Sunday, May 17, 2026 | 11:57 PM ISTहिंदी में पढें
Business Standard
Notification Icon
userprofile IconSearch

Optical illusions: Gains from Trump-Xi summit were underwhelming

The fact that the Beijing-Moscow axis remains as sturdy as ever is a compelling sign of the US' waning influence over large swathes of global geopolitics

Donald Trump,Trump, Xi Jinping, Jinping, China President
premium

Chinese President Xi Jinping, left, shakes hands with U.S. President Donald Trump at the Great Hall of the People in Beijing, Thursday, May 14, 2026. (Photo: PTI)

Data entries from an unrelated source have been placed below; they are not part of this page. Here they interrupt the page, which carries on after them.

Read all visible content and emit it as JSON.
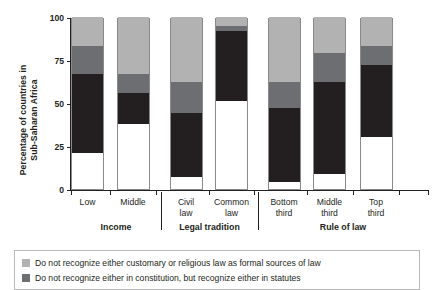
{
  "chart_data": {
    "type": "bar",
    "subtype": "stacked-percentage",
    "title": "",
    "xlabel": "",
    "ylabel": "Percentage of countries in Sub-Saharan Africa",
    "ylabel_lines": [
      "Percentage of countries in",
      "Sub-Saharan Africa"
    ],
    "ylim": [
      0,
      100
    ],
    "yticks": [
      0,
      25,
      50,
      75,
      100
    ],
    "ytick_labels": [
      "0",
      "25",
      "50",
      "75",
      "100"
    ],
    "grid": false,
    "legend_position": "bottom",
    "categories": [
      "Low",
      "Middle",
      "Civil law",
      "Common law",
      "Bottom third",
      "Middle third",
      "Top third"
    ],
    "category_lines": [
      [
        "Low"
      ],
      [
        "Middle"
      ],
      [
        "Civil",
        "law"
      ],
      [
        "Common",
        "law"
      ],
      [
        "Bottom",
        "third"
      ],
      [
        "Middle",
        "third"
      ],
      [
        "Top",
        "third"
      ]
    ],
    "groups": [
      {
        "label": "Income",
        "categories": [
          "Low",
          "Middle"
        ]
      },
      {
        "label": "Legal tradition",
        "categories": [
          "Civil law",
          "Common law"
        ]
      },
      {
        "label": "Rule of law",
        "categories": [
          "Bottom third",
          "Middle third",
          "Top third"
        ]
      }
    ],
    "series": [
      {
        "name": "Recognize in constitution",
        "color": "#ffffff",
        "in_legend": false,
        "values": [
          21,
          38,
          7,
          51,
          4,
          9,
          30
        ]
      },
      {
        "name": "Do not recognize either in constitution, but recognize either in statutes",
        "color": "#231f20",
        "in_legend": false,
        "values": [
          46,
          18,
          37,
          41,
          43,
          53,
          42
        ]
      },
      {
        "name": "Do not recognize either in constitution, but recognize either in statutes",
        "color": "#6d6e71",
        "in_legend": true,
        "legend_index": 1,
        "values": [
          16,
          11,
          18,
          3,
          15,
          17,
          11
        ]
      },
      {
        "name": "Do not recognize either customary or religious law as formal sources of law",
        "color": "#b2b2b2",
        "in_legend": true,
        "legend_index": 0,
        "values": [
          17,
          33,
          38,
          5,
          38,
          21,
          17
        ]
      }
    ],
    "legend_entries": [
      {
        "swatch": "#b2b2b2",
        "label": "Do not recognize either customary or religious law as formal sources of law"
      },
      {
        "swatch": "#6d6e71",
        "label": "Do not recognize either in constitution, but recognize either in statutes"
      }
    ]
  },
  "colors": {
    "axis": "#231f20",
    "bar_outline": "#8a8a8a",
    "legend_border": "#b9b9b9",
    "light_gray": "#b2b2b2",
    "dark_gray": "#6d6e71",
    "black": "#231f20",
    "white": "#ffffff"
  }
}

Business Standard Editorial Comment

Listen to This Article

Much was expected of the meeting between Chinese President Xi Jinping and his United States (US) counterpart, Donald Trump. But beyond the elaborate pageantry, there were few tangible outcomes from the two-day summit between the leaders of the world’s two largest economies. The absence of a joint statement and differences between the US and Chinese readouts underlined the divergence between the two countries on the major sources of friction between them: The conflict in West Asia, for which Mr Trump had postponed his Beijing visit; trade; the security of Taiwan; nuclear proliferation; and artificial intelligence. The positives lay principally in the optics. Mr Trump was notably less hawkish than before, and the large business delegation that accompanied him signalled that he might be willing to do business with China. This aligns with what Mr Xi called “constructive strategic stability”. But these slight shifts in emphasis are heavily conditional.
 
Nothing underlined this better than the differing positions on Taiwan. The Chinese readout of the meeting quoted Mr Xi as warning Mr Trump to exercise extra caution over its ties with Taiwan, or else the entire Sino-US relations would be in jeopardy. The background to this is an $11 billion armaments package the White House approved for Taiwan in December and a further $14 billion awaiting the presidential signature. The US readout, however, made no mention of Taiwan. Equally, the US President has not made any statement suggesting he would weaken US support for Taiwan, and US Secretary of State Marco Rubio reiterated to reporters that US policy on Taiwan had not changed.
 
If Beijing did not achieve its objectives on Taiwan, US progress on other issues was underwhelming. US hopes for Chinese cooperation in influencing its major energy partner Iran to reopen the Strait of Hormuz yielded only a holding statement from the Chinese calling for a “comprehensive and lasting ceasefire” — the issue eluding Mr Trump at the moment. China sees the Iran war as essentially a US problem. As for the “fantastic trade deals, great for both countries”, of which Mr Trump spoke, evidence on this is thin. Among the deals the US President listed were Chinese commitments to buy soybean and 200 Boeing aircraft with a potential commitment to purchase up to 750 jets. Though Boeing has confirmed this agreement, China has neither acknowledged this nor mentioned any of the others. China’s agreement to restore trade in beef with the US as a goodwill gesture a day ahead of Mr Trump’s visit was partially clawed back later that day. There was no breakthrough deal of the US selling advance Nvidia chips, despite the chief executive officer’s last-minute inclusion in the trip. Perhaps the most consequential development of the summit was the establishment of a Board of Trade and Board of Investment to mediate disputes and negotiate expanding two-way trade under a reciprocal tariff-reduction framework.
 
Though Mr Xi has accepted Mr Trump’s invitation to visit the US in September this year, it is noteworthy that Beijing will be hosting Russian President Vladimir Putin on May 19-20, to strengthen the four-year-old “no limits” partnership. The back-to-back timing is dictated by Mr Trump’s postponement of the China visit. But the fact that the Beijing-Moscow axis remains as sturdy as ever is a compelling sign of the US’ waning influence over large swathes of global geopolitics. The Trump-Xi summit has comprehensively underlined this fact.